The different classes (for human characters) and different monster types each bring different things to a team and there's lots of different ways to play. MP is a resource you actually need to think about carefully in battle, enemy healing is something you need to watch for, and there's lots of strategies you can do between wearing your opponents down or going for assassinations on the leader. Different units perform differently in different terrain, making you keep an eye on that. Since no two battles feature exactly the same enemy composition, things are constantly fresh, and while this means there isn't the same type of hand-crafted maps you get from the best Fire Emblems, it's still a lot of fun.
The game features non-random damage and damage projections, so planning out a turn is something you can do if you're into that sort of thing, and obviously helps a lot.
The game doesn't really have much plot, but oh well. If you ever wanted to play as anime Targaryens, a megalomaniac cult leader, or a magical lesbian society, you can, so there's that. Character art's nice at least, and quite distinctive; shades of Valkyrie Profile.
Probably the game's biggest flaw that remains is that the teams start too far apart in each battle so the first two turns consist of moving towards your enemy and are boring. (You can auto-battle them on fast forward, at least.)
I've already replayed it once and have just started on file #3. This game's good.
Rating: 8.5/10
1. Fell Seal: Arbiter's Mark (Switch, 6 Eyes, 2019)
It's a love letter to Final Fantasy Tactics, which is a sure way to my heart. But it also really understood where FFT went wrong and tries to do better.
Like FFT, battles are small-scale, hand-crafted affairs. There's no trudging to your destination like in some SRPGs, it's straight into good combat. Damage projections, planning things out, it's all there. There's a speed system kind of like FFT and a visible turn order so you can think about who's going to act when and plan appropriately.

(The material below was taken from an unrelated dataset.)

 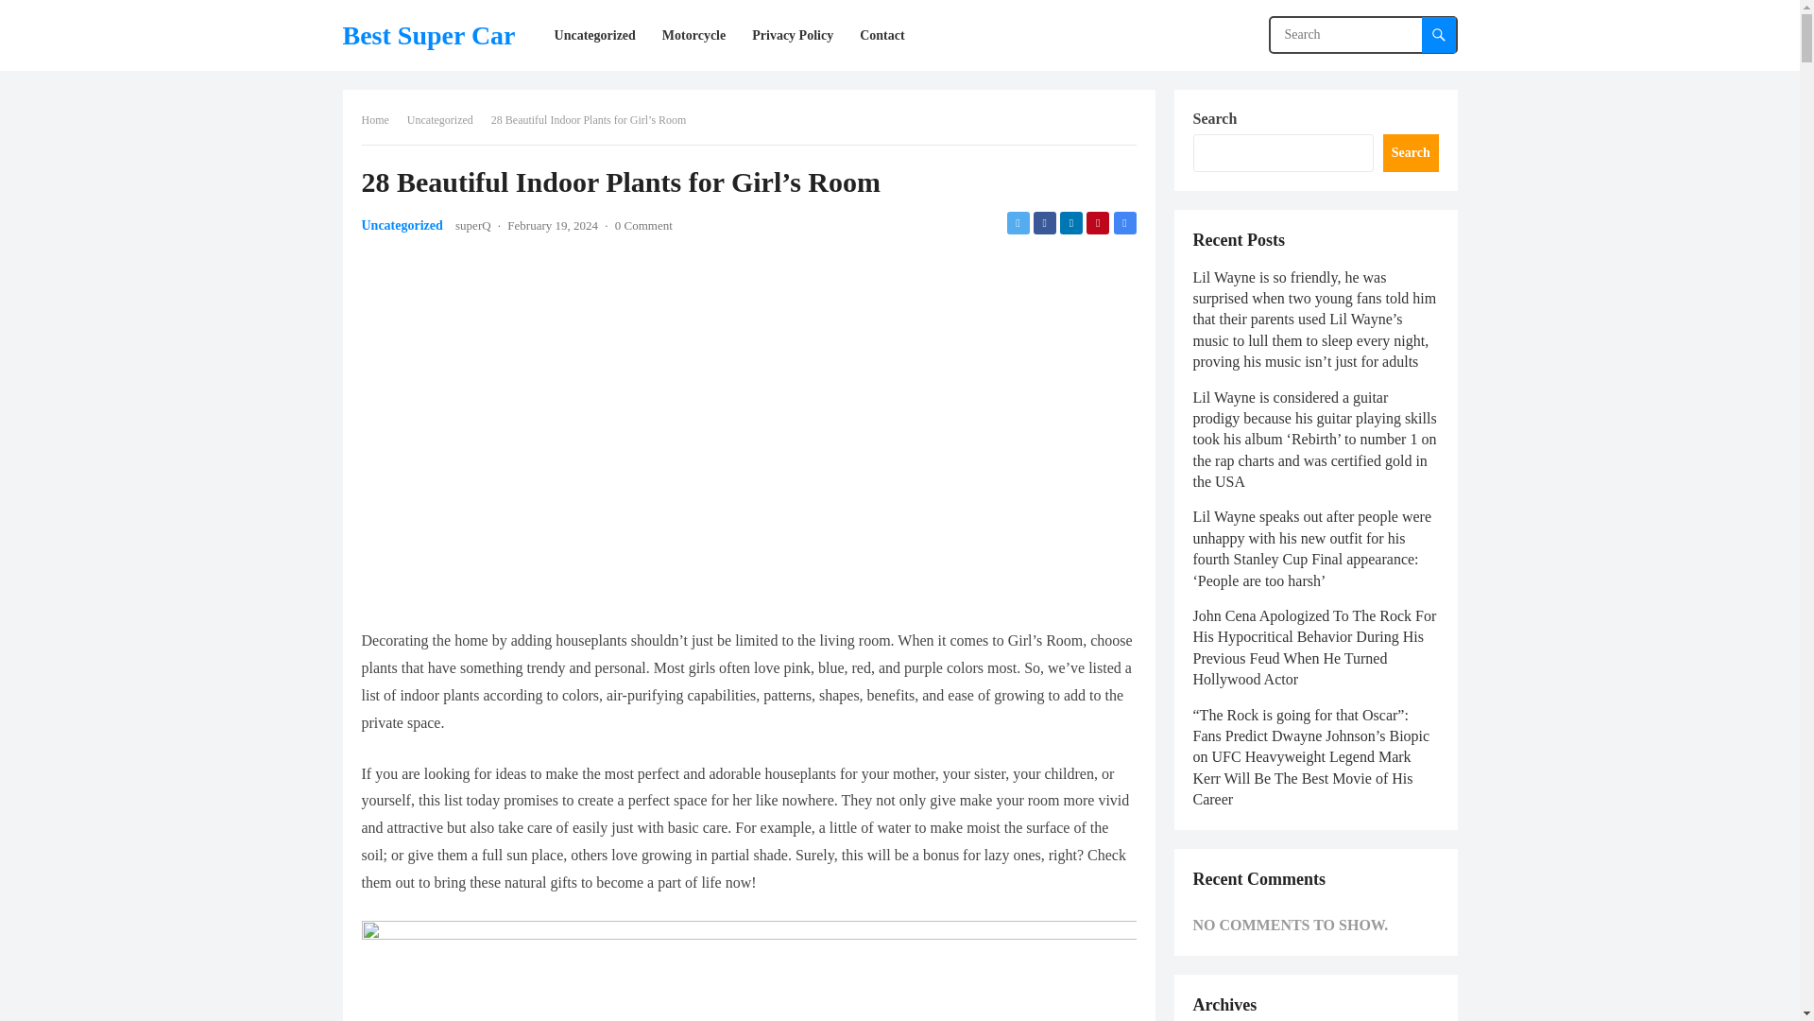 I want to click on Posts by superQ, so click(x=472, y=225).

Mechanically, MP is probably the biggest difference between this game and FFT; everyone gains 10 a turn. How to use that is definitely something some characters need to consider; use a small amount each turn or save for big novas? On the note of novas, enemies have them too, so if you see an enemy Templar building MP, you'd better take that into account. But again, this is something you can do; like any good strategy RPG, good play is often the difference between enemies wrecking you and you having complete control over the battle.
The class system is of course a joy, given the source material. You can bring in one secondary command and two support abilities; equipment adds a good layer of customization as well. Crafting characters is a lot of fun; so much so that game encourages you to use more than the minimum six, by having an injury system where you are encouraged to rotate party members (if a character falls in battle, they are injured for the next fight, even if you revive them). The injury system can be gamed (by fighting randoms) or removed entirely if you don't like it.

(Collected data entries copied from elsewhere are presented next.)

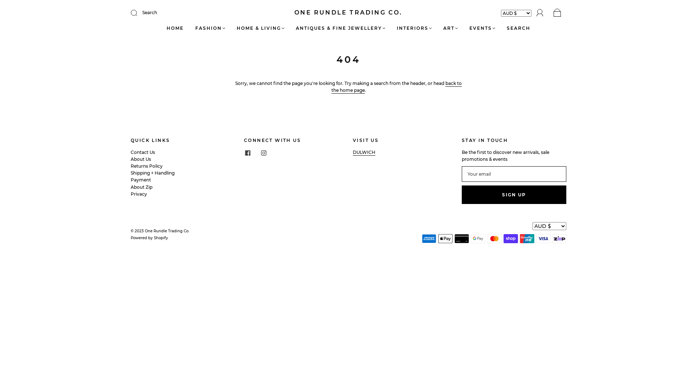  Describe the element at coordinates (175, 28) in the screenshot. I see `HOME` at that location.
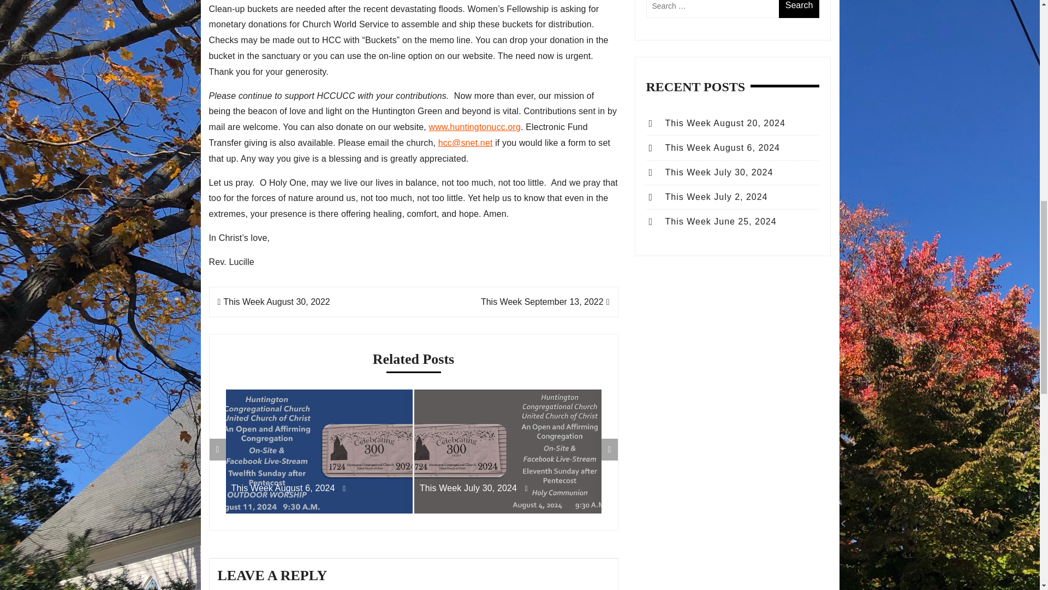  Describe the element at coordinates (319, 488) in the screenshot. I see `This Week August 6, 2024` at that location.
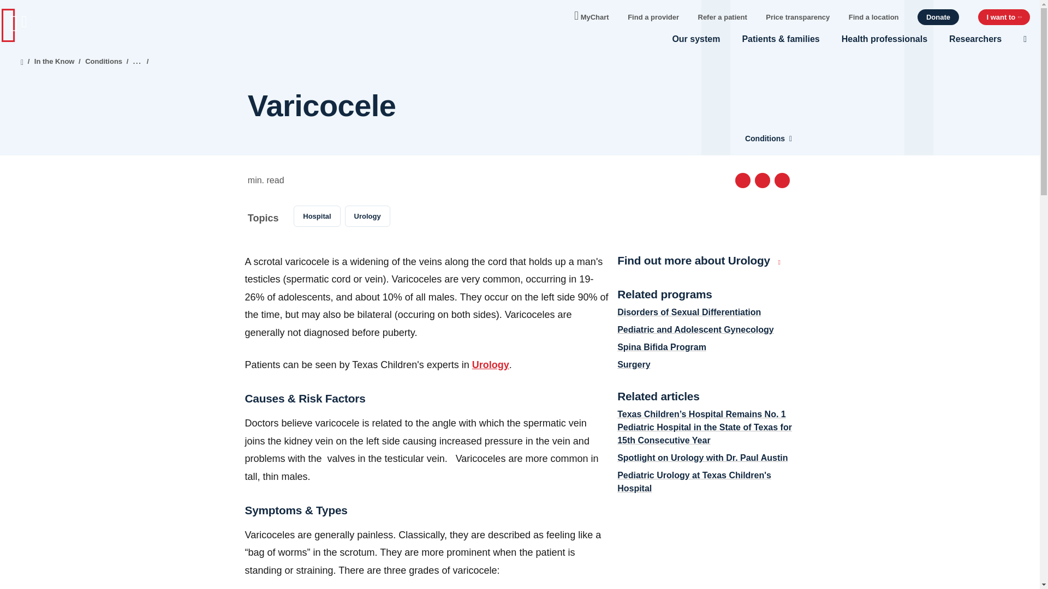 Image resolution: width=1048 pixels, height=589 pixels. Describe the element at coordinates (798, 16) in the screenshot. I see `Price transparency` at that location.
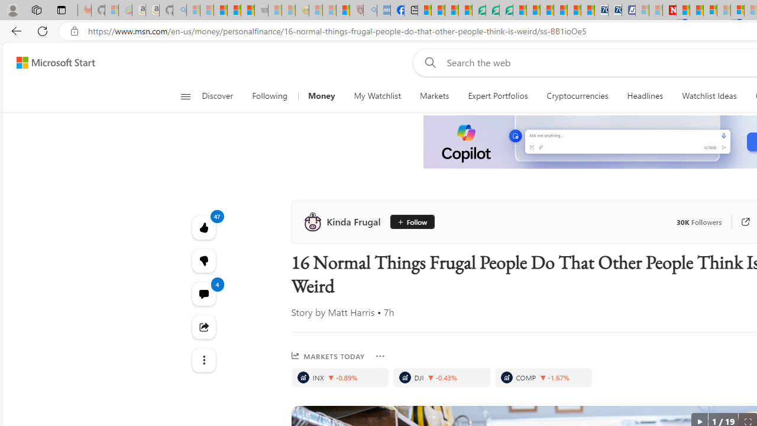  I want to click on View comments 4 Comment, so click(203, 293).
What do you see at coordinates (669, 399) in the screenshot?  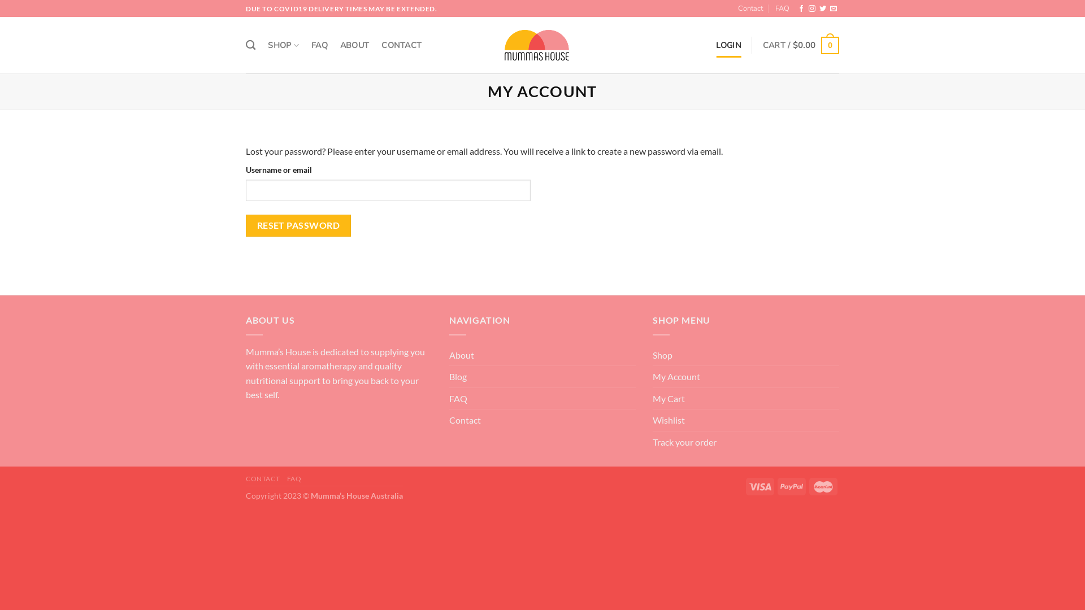 I see `My Cart` at bounding box center [669, 399].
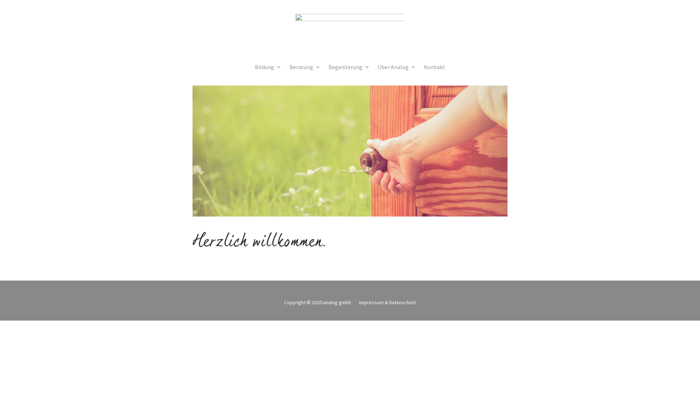  Describe the element at coordinates (305, 68) in the screenshot. I see `Beratung` at that location.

And in general the game is an extraordinarily customizable experience. There are many, many ways you can tweak the difficulty to your liking, which is neat.
Non-gameplay stuff isn't really worth too much note. The plot is functional but ultimately not that interesting, the music doesn't stand out, the graphics are not really my favourite (and since the maps are hand-drawn, you can't rotate them, which is a bit annoying for an isometric game). For a gameplay weakness (relatively), the encounter designs are respectable but not really great; some of them do blur into being a bit same-y compared to the genre best.
Still, for an iteration on one of my favourite games, Fell Seal does a great job, and it's game I'm happy to add to my library of favourites.